June 21, 2010 // Uncategorized
Cardinal voices 'grave concern' over drug known to cause abortion
WASHINGTON (CNS) — The head of the U.S. bishops’ Committee on Pro-Life Activities expressed “grave concern” about a drug labeled as an emergency contraceptive and the Food and Drug Administration’s process for approving it.
He said it was misleading to call it a contraceptive, as it is also known to cause abortions.
In a June 17 letter to Dr. Margaret Hamburg, FDA commissioner, Cardinal Daniel N. DiNardo of Galveston-Houston criticized the advisory panel’s hearing that day on the drug. He said the hearing — held without broad public input or a full record on the drug’s safety “for women or their unborn children” — demonstrated a failure to understand the “new medical and moral issues” the drug presents.
The drug, ulipristal, is being marketed under the brand name ellaOne or ella, and would be available only by prescription. The drug is said to prevent pregnancy five days after sex — two days longer than the morning-after pill known as Plan B, which is sold over-the-counter to women 17 and older.
The FDA’s advisory panel of 11 reproductive health experts voted unanimously for ulipristal’s approval and called it safe and effective. Although the FDA is not required to follow the panel’s advice, it often does.

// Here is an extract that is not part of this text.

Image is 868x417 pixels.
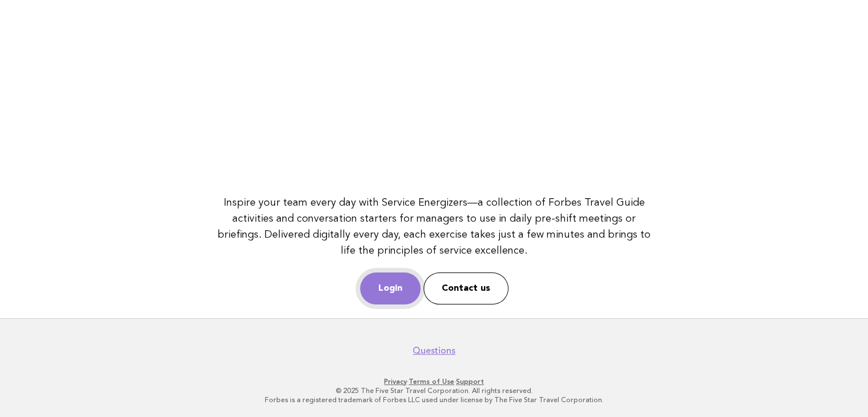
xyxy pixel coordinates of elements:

The drug, manufactured by a French pharmaceutical company, is currently available in 22 European countries.
In his letter, Cardinal DiNardo raised concerns that the new drug is more similar to the drug RU-486 — which can cause abortions several weeks into pregnancy — than it is to other emergency contraceptives, which are believed to have an effect on a fertilized egg after implantation in the uterus.
“Millions of American women, even those willing to use a contraceptive to prevent fertilization in various circumstances, would personally never choose to have an abortion,” said Cardinal DiNardo. “They would be ill-served by a misleading campaign to present ulipristal simply as a ‘contraceptive.'”
RU-486, known generically as mifepristone, was approved by the FDA 10 years ago. It induces an abortion in the first seven weeks of pregnancy when used in conjunction with another drug, a prostaglandin. The drug prevents the fertilized egg from clinging to the uterine wall, and the prostaglandin is used 48 hours later to set off contractions that expel the embryo.
In a June 2 letter to the FDA, Donna Harrison, president of the American Association of Pro-Life Obstetricians and Gynecologists, described ulipristal as “an abortifacient of the same type as mifepristone” and said its “approval as an emergency contraceptive raises serious health and ethical issues.”
The letter said the new drug had the potential to “destroy established pregnancies as well as prevent implantation.”
Plan B, approved by the FDA in 1999, prevents pregnancies with its high doses of a hormone that mimics progesterone. Although the drug works primarily by stopping ovaries from producing eggs, it can also prevent a fertilized egg from implanting in the womb.
Cardinal DiNardo noted that for many years, “Congress has acted to ensure that the federal government does not fund abortion and does not endanger or destroy the early human embryo even in the name of important medical research.”
He also said the current administration has similarly “voiced support for federal laws to ensure that no one is involved in abortion without his or her knowledge or consent.”
“Plans for approving a known abortion-causing drug as a ‘contraceptive’ for American women is not consistent with the stated policy of the administration on these matters,” he added.
The FDA is scheduled to make a decision on the drug by late July.